Speaking of reality, here is an example in which an artist can be jolted into the truth. A good business manager will always give you the bad news as well as the good. When the IRS or state department of taxation examines a taxpayer’s books and records, if a deficiency is found, not only does it have to be paid; the final audit report is supposed to be signed by the taxpayer. If your business manager is not straightforward with you, he or she might sign the document on your behalf. The business manager will already have your power of attorney in order to sign checks, open bank accounts, and handle other financial arrangements. In such a case, you wouldn’t suspect anything was wrong unless you were diligently observing the ins and outs of your bank account. It is not only you, the artist, who benefits from openness and honesty. From the business manager’s point of view, there is value in the sign-off, as it gets him off the hook because it is a formal declaration that the client has examined and understood the result of the audit. Your understanding with your business manager or accountant should specifically reserve this right to yourself—and in writing.
AUDITING THE AUDITOR
If you believe your business manager (or accountant) is guilty of shady practices, or of not following generally accepted accounting procedures, you are perfectly within your rights to institute an audit of that person’s books. Sometimes such audits will turn up ill
egal practices. (One famous artist’s accountant who ultimately went off to jail actually paid his own taxes with his clients’ money, audited his own books—with predictable results—and even charged the artist with the costs of the audit!)

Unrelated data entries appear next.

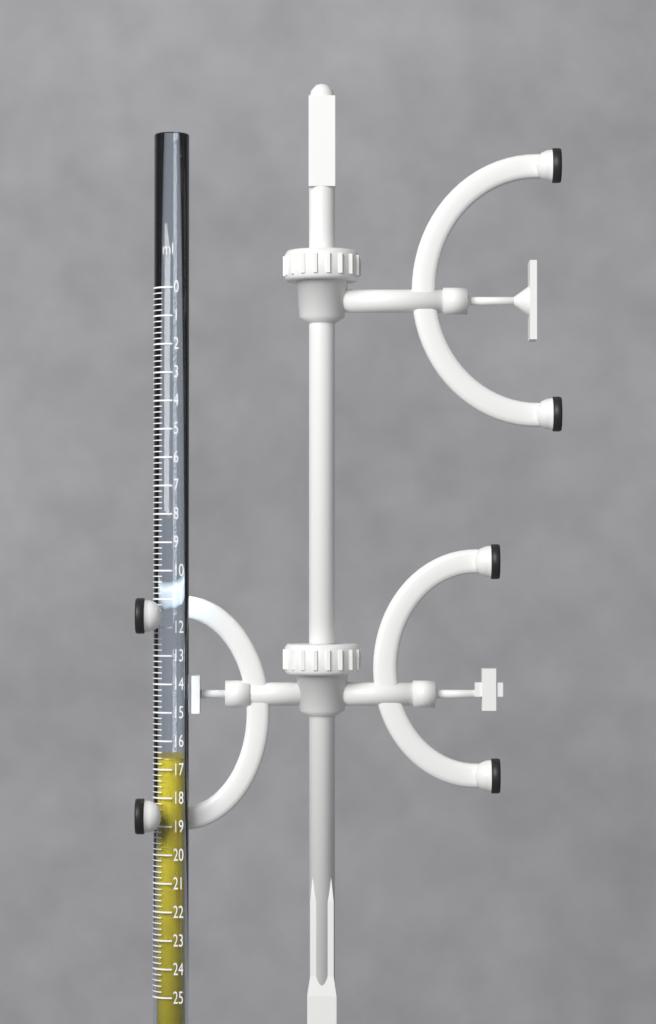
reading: 16.6 ml
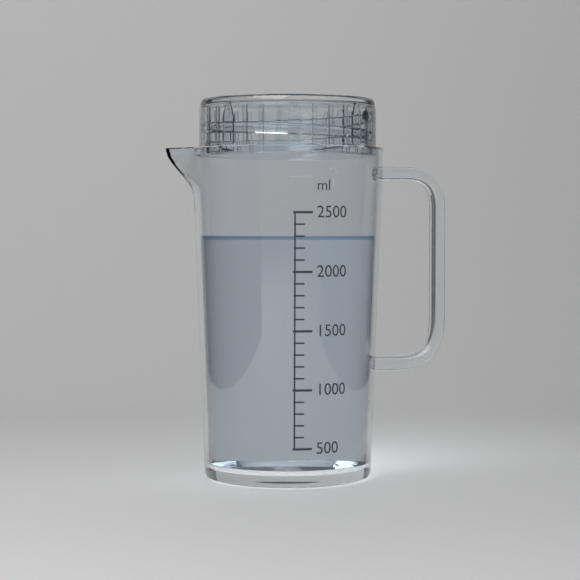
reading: 2300 ml
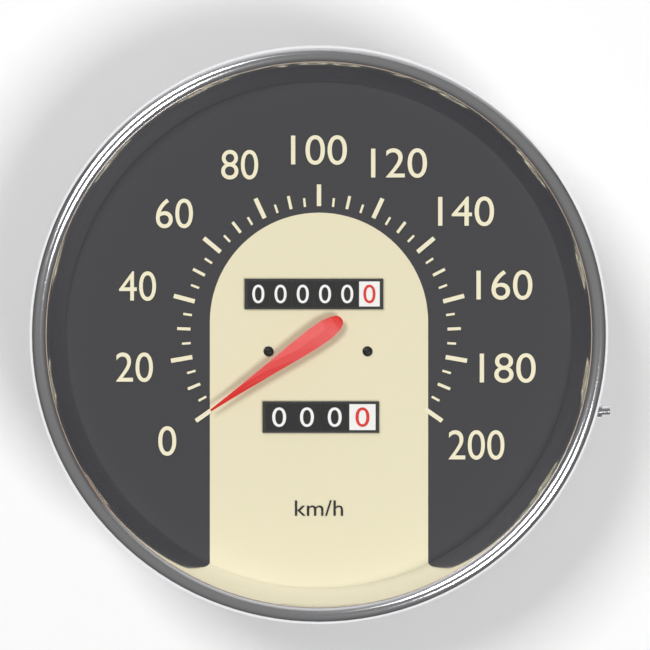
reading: 0 km/h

When you secure the services of an independent CPA to audit your business manager’s books and records, the report that is issued will likely affirm that the business manager is (1) not stealing, (2) not doing things that are ridiculous (for example, putting all of your assets into a checking account earning 2% interest), (3) complying with federal and state tax laws, and (4) maintaining orderly and complete files in anticipation of a future IRS audit. Sometimes it is comforting to know that all is in fact well. That will have positive resonance for both of you.
WHAT KIND OF BUSINESS IS BEING MANAGED?
If you are a sole proprietorship and rent a van to go to a gig or if you are a corporation and rent a van to go to a gig, which rental car expense is more likely to be deductible as a business expense? Trick question. The answer is both are equally deductible. Many people going into business for themselves—and artists are no exception—are motivated to incorporate simply because they believe that unless you have a corporation, you cannot deduct certain business expenses. This is a myth. If you spend money for business purposes, it is deductible. Period. You do not need a corporation to do this. Despite this, many accountants will suggest that deductions taken by corporations are more likely to survive an auditor’s sharp eye, or that the IRS regards a corporation as somehow more “legitimate” than a sole proprietorship (a so-called dba, which stands for “doing business as”) or a partnership.